Medication errors are believed to be a leading cause of avoidable harm to patients around the world, with an estimated cost of US$42 billion per year, worldwide. It has been estimated that 5% of all patients who are admitted to a hospital experience a medication error, and that an average hospital will have one medication error every 22.7 hours or every 19.7 admissions. Human error is inevitable, but many of these errors actually reflect failures in the design and resourcing of the system within which medications are administered to patients, and some reflect violations of safe medication practices. Medication errors are the most common of all medical errors and pose a tremendous emotional and physical cost to patients and economic burden to our health system. Clearly medication error is a major source of risk and adverse events for our patients. This chapter presents a roadmap for the rest of the book, and definitions that will be used throughout. We also discuss how medication error is measured, the methods by which it is studied, the techniques used to capture incident reports, and some of the metrics and statistics to report these errors and incidents.
Although an individual anaesthesia provider secures the patient’s airway, upstream organisational events will influence how airway management is actually performed in any institution. Decisions around equipment purchases, staff training, post-operative care arrangements and even departmental staffing will all influence how an anaesthetic is administered. While standardised equipment, and high quality protocols, guidelines and behaviours ensure better patient outcomes in the event of an airway emergency, this cannot be achieved without input from the institution to facilitate education and training for all airway team members. Organisations should learn from both critical incidents and examples of excellent practice, and have mechanisms to record airway events. Human factors (ergonomics) are a vital component of successful airway management and organisations should incorporate human factors education in their airway training programmes. Communication about patients known to have a difficult airway is vital and must be done effectively, especially when this involves communication between hospitals or even countries.
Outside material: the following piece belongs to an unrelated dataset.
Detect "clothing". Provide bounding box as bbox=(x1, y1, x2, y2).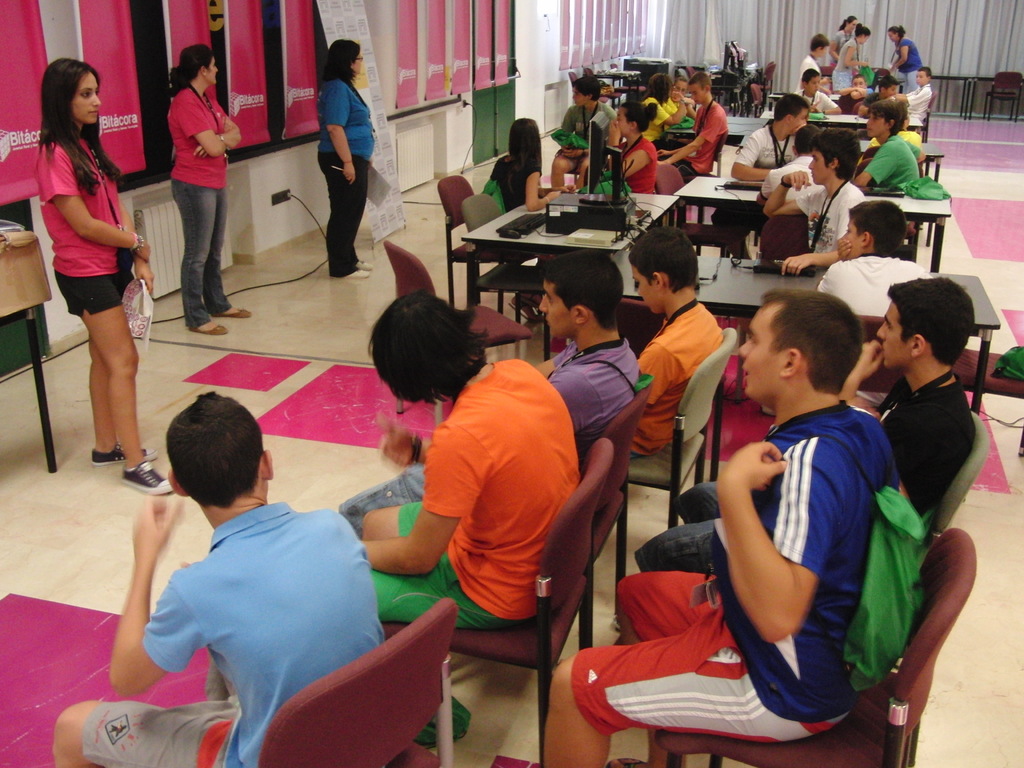
bbox=(337, 334, 644, 546).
The role of the emergency medical dispatch centre (EMDC) is essential to ensure coordinated and safe prehospital care. The aim of this study was to implement an incident report (IR) system in prehospital emergency care management with a view to detecting errors occurring in this setting and guiding the implementation of safety improvement initiatives.
Methods
An ad hoc IR form for the prehospital setting was developed and implemented within the EMDC of Verona. The form included six phases (from the emergency call to hospital admission) with the relevant list of potential error modes (30 items). This descriptive observational study considered the results from 268 consecutive days between February and November 2010.
Results
During the study period, 161 error modes were detected. The majority of these errors occurred in the resource allocation and timing phase (34.2%) and in the dispatch phase (31.0%). Most of the errors were due to human factors (77.6%), and almost half of them were classified as either moderate (27.9%) or severe (19.9%). These results guided the implementation of specific corrective actions, such as the adoption of a more efficient Medical Priority Dispatch System and the development of educational initiatives targeted at both EMDC staff and the population.
Conclusions
Despite the intrinsic limits of IR methodology, results suggest how the implementation of an IR system dedicated to the emergency prehospital setting can act as a major driver for the development of a “learning organization” and improve both efficacy and safety of first aid care.